A 13-year-old boy died Thursday, Jan. 29, after a shark attacked him off Del Chifre beach in Olinda, a seaside city in Brazil’s Recife metro area, state authorities said. Friends pulled the teen from the water, but he was pronounced dead at a local hospital.
The death thrusts fresh attention on a stretch of Brazil’s northeast coast that has logged dozens of shark incidents since the early 1990s. Pernambuco’s State Committee for Monitoring Shark Incidents said the boy, identified by family as Deivson Rocha Dantas, suffered a catastrophic bite to his right thigh and could not be resuscitated. Officials noted warning signs were posted at the beach and said they would expand monitoring and revive a long-suspended program to track sharks. The attack came as the region grapples with recurring encounters that have spurred debate over signage, patrols and human activity near river mouths and ports.
Witnesses told local outlets the attack happened in the early afternoon as the teen played in the shallows with friends. After the strike, youths and other beachgoers dragged him to the sand and tried to stanch the bleeding. He was taken to Tricentenário Hospital in the Bairro Novo neighborhood, where emergency physician Levy Dalton said the boy had arrived in cardiac arrest with a severe wound to the upper right thigh. “Unfortunately, despite attempts at resuscitation, the injuries were incompatible with life,” Dalton said. A cousin, Lídia Emanuele, said the shark “ate almost his entire leg” and that the group initially raced for help before realizing an ambulance would take time to reach the site.
State officials said Pernambuco’s coast has more than 150 posted shark-risk signs, including 13 in Olinda and four at Del Chifre. The panel tracking incidents reported over 80 attacks statewide since 1992, at least 26 of them fatal not counting Thursday’s death. The committee said the species in the Olinda case was not immediately confirmed, though experts consider bull sharks common in the area’s murky, brackish waters. A technical note described the wound as approximately 33 centimeters in diameter with mixed tearing and slicing patterns consistent with large shark dentition. Authorities said patrols would be reinforced and a monitoring effort using electronic tags would be restarted in coming days.
Researchers and longtime residents point to a combination of factors behind Pernambuco’s pattern of attacks: river outflows that lower visibility, deep channels close to shore, and decades of coastal engineering tied to port development south of Recife. The Olinda shoreline, including Del Chifre, sits near the meeting of two urban rivers and an inlet used by small craft, conditions that can concentrate bait fish and marine predators. The beach—once busy with surfers—has had periodic restrictions on nautical activities since the late 1990s and early 2000s as the state responded to the rise in incidents. Thursday’s attack is the sixth recorded at Del Chifre and the second fatal case there, according to state tallies.
In the immediate aftermath, Pernambuco’s environment secretariat said it would coordinate with civil defense and municipal authorities on increased patrols, additional signage and the return of a suspended shark-tracking program that uses microchipping and other methods to study movements along the metro coast. Forensic teams documented the wounds and notified the state coroner; the body was released to relatives on Friday, Jan. 30. Officials said species confirmation may depend on bite-pattern analysis and any tissue recovered. No timetable was given for a final incident report, but the monitoring committee said updates would be provided as new information is verified.
Neighbors described a chaotic scene that quickly turned somber. “People were yelling to get out of the water, and then we saw boys carrying him,” said a vendor who works near the access ramp and gave only her first name, Maria. A small crowd gathered by the dunes as responders arrived, while lifeguards elsewhere along the metro shoreline cautioned swimmers about murky water after recent rains. By evening, flowers and candles appeared near the beach entrance as families filtered past posted red-and-white warning signs. “It’s heartbreaking,” said Antônio Silva, who lives in the neighborhood. “You grow up here knowing the risks, but seeing a child carried from the sea is something you never forget.”
As of Tuesday, authorities said routine patrols had resumed along Olinda’s waterfront and neighboring Recife beaches while the monitoring plan is readied. The committee’s next steps include deploying additional warning placards where needed and coordinating with researchers on tagging equipment. Officials said further details on the program’s schedule are expected later this week.
Author note: Last updated February 3, 2026.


*TASK DETAILS*: Check each line of the entries for "Facturation" and report the ones that have it.
[[ RECORDS FOR THE TASK, beginning ]]
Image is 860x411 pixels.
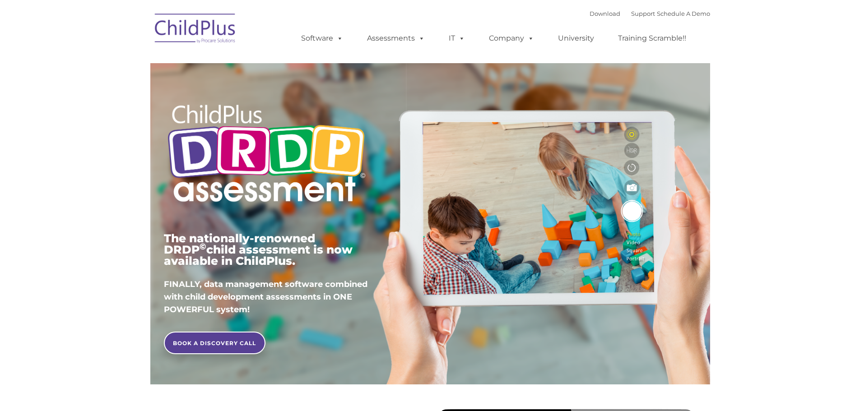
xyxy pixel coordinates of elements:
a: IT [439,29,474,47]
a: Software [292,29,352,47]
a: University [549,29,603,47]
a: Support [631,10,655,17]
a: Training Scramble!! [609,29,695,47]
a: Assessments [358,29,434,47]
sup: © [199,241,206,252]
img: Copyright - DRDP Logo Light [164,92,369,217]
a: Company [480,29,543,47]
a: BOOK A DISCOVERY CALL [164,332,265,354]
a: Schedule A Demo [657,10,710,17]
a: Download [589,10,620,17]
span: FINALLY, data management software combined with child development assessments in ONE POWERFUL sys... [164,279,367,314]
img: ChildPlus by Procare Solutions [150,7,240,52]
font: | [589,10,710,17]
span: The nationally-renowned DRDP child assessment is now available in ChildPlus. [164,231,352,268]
[[ RECORDS FOR THE TASK, end ]]
[[ RECORDS FOR THE TASK, beginning ]]
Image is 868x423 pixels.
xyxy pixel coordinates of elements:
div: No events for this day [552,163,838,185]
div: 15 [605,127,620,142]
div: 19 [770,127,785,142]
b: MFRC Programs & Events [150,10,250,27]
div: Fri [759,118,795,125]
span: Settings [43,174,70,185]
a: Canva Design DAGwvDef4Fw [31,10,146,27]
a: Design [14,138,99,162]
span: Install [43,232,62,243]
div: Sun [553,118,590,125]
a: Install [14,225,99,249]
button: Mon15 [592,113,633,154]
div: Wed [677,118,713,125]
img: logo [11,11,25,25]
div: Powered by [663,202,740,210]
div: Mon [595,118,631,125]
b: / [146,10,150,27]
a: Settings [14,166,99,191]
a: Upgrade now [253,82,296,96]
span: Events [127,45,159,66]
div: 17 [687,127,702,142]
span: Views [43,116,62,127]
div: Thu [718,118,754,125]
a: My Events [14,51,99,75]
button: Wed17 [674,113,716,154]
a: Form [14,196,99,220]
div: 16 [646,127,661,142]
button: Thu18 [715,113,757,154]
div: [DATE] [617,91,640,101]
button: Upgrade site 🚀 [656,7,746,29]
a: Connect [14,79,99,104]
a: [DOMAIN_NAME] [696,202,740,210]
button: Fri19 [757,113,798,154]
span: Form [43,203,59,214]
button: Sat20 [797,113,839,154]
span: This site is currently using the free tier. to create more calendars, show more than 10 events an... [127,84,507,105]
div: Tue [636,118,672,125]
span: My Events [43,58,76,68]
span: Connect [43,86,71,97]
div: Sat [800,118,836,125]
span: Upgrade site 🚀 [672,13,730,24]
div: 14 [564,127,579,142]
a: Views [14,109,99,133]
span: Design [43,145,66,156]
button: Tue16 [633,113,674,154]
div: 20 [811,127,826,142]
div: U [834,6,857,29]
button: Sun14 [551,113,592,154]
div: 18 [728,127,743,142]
[[ RECORDS FOR THE TASK, end ]]
[[ RECORDS FOR THE TASK, beginning ]]
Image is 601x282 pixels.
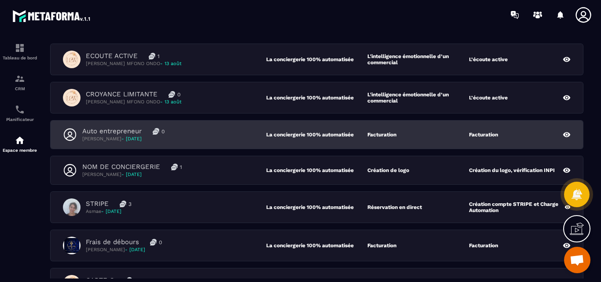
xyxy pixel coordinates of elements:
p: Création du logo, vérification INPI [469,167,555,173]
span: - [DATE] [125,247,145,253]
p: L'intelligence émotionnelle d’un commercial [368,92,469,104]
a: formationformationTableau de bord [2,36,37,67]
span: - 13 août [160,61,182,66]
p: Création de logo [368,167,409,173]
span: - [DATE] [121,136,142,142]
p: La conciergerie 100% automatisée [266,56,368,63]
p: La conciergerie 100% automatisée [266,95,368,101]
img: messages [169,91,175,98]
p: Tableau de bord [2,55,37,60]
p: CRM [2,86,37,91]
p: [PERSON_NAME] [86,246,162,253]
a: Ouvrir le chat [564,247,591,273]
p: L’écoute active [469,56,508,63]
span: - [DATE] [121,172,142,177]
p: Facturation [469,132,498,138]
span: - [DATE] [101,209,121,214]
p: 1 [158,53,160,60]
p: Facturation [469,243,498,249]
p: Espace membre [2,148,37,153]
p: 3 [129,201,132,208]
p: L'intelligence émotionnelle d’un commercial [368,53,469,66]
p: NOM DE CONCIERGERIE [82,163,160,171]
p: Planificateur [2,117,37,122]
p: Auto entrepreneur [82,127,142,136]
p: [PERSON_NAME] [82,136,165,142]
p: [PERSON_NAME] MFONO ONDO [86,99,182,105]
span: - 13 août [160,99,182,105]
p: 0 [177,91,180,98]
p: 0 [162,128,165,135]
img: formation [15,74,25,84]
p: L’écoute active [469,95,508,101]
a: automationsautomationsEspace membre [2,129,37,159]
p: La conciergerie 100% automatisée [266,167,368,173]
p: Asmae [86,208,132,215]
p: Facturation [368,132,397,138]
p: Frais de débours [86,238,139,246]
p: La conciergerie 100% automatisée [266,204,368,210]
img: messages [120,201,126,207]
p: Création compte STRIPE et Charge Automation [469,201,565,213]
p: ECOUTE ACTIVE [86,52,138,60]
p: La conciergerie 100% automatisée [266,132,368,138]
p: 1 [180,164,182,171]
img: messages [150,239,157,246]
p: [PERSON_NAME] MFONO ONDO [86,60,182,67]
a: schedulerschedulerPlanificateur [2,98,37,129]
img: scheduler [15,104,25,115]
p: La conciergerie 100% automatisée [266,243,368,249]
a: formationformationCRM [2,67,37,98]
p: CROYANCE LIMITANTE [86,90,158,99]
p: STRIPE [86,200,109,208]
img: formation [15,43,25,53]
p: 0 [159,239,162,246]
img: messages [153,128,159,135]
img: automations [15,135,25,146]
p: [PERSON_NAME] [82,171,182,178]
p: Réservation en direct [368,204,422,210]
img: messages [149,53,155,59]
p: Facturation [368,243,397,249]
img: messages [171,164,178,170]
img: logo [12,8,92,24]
[[ RECORDS FOR THE TASK, end ]]
*ANSWER AREA*:
p: Facturation [469,132,498,138]
p: Facturation [469,243,498,249]
p: Facturation [368,132,397,138]
p: Facturation [368,243,397,249]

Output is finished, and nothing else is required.